Emmy-winning documentary maker Deeyah Khan – whose latest film America’s Veterans: the War Within airs this weekend on ITV in the UK – has warned that the rise in anti-immigrant sentiment in the UK over the last two decades is having “a pernicious, profound effect” on documentary making in Britain.
Khan tells Deadline: “The rise in anti-immigrant rhetoric isn’t just a political shift, it’s cultural. Over time, it changes who feels visible and valued, whose stories are judged worthy of compassion, who gets to hold the camera, and what someone feels comfortable saying.”
She continues: “Since 9/11, we’ve witnessed a slow and steady-burn dehumanisation of immigrants, especially migrants of colour in Europe, Australia and North America. As an immigrant and woman of colour, that enrages and concerns me. And as s a filmmaker, it frustrates me because it interferes with the creative process itself.”
It also motivates Khan, whose eight films have between them won two Emmys, two Peabody Awards, a Bafta, a Royal Television Society award, and the Rory Peck Award, among others. “I started making films to challenge the narrow ways stories about minorities were told, often only as victims or villains. But because stories that include topics related to immigrant communities are so charged, I constantly ask myself: am I telling stories with the full human truth or just meeting institutional and national biases? Will I ever tell a story without calculating how it will be perceived in a climate of growing xenophobia?
Her recent work has focused on disenfranchised, often white men. In 2017’s White Right: Meeting the Enemy, she shadowed leaders of America’s biggest neo-Nazi organisation. Her latest film America’s Veterans: the War Within, exploresthe dehumanising effect of conflict on combatants.

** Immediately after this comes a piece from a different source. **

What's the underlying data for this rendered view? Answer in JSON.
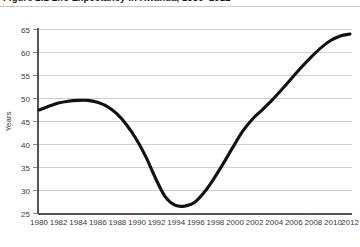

Khan explains: “I’ve been fortunate to have the trust and creative freedom to tell the stories I care about at ITV, thanks to Tom Giles at Exposure and Kevin Lygo. But I remember, at the beginning of my career, I wanted to make a film about an Italian pianist who collected music composed by prisoners in Nazi concentration camps and explore the impulse to create even in captivity. A commissioner told me it didn’t seem like a natural fit for me, and suggested I consider a film about forced marriage or FGM instead. Now, I care deeply about those issues, but it was clear I was being confined to a narrow storytelling lane. I don’t like being confined and I think that’s reflected in the films’ subject matter.”
Khan says that documentary is more important than ever. “It isn’t just art – it’s archive, it’s intervention, and at times, it’s a lifeline. We need to document truth in an age of distortion. And we need to re-humanise those who have been so thoroughly reduced that cruelty, humiliation and indifference toward their suffering have become socially acceptable. To me, storytelling is a radical act of empathy. It’s about creating space for people to be seen in their full humanity – and maybe, through those stories, we begin to recognise ourselves in one another. That matters now more than ever.”
America’s Veterans: The War Within, airs on Sunday June 15th in the UK, as part of ITV’s Exposure strand.
The post Emmy-Winning Documentary Maker Warns: Rise In Anti-Immigrant Sentiment Is Hurting Filmmaking In UK appeared first on Deadline.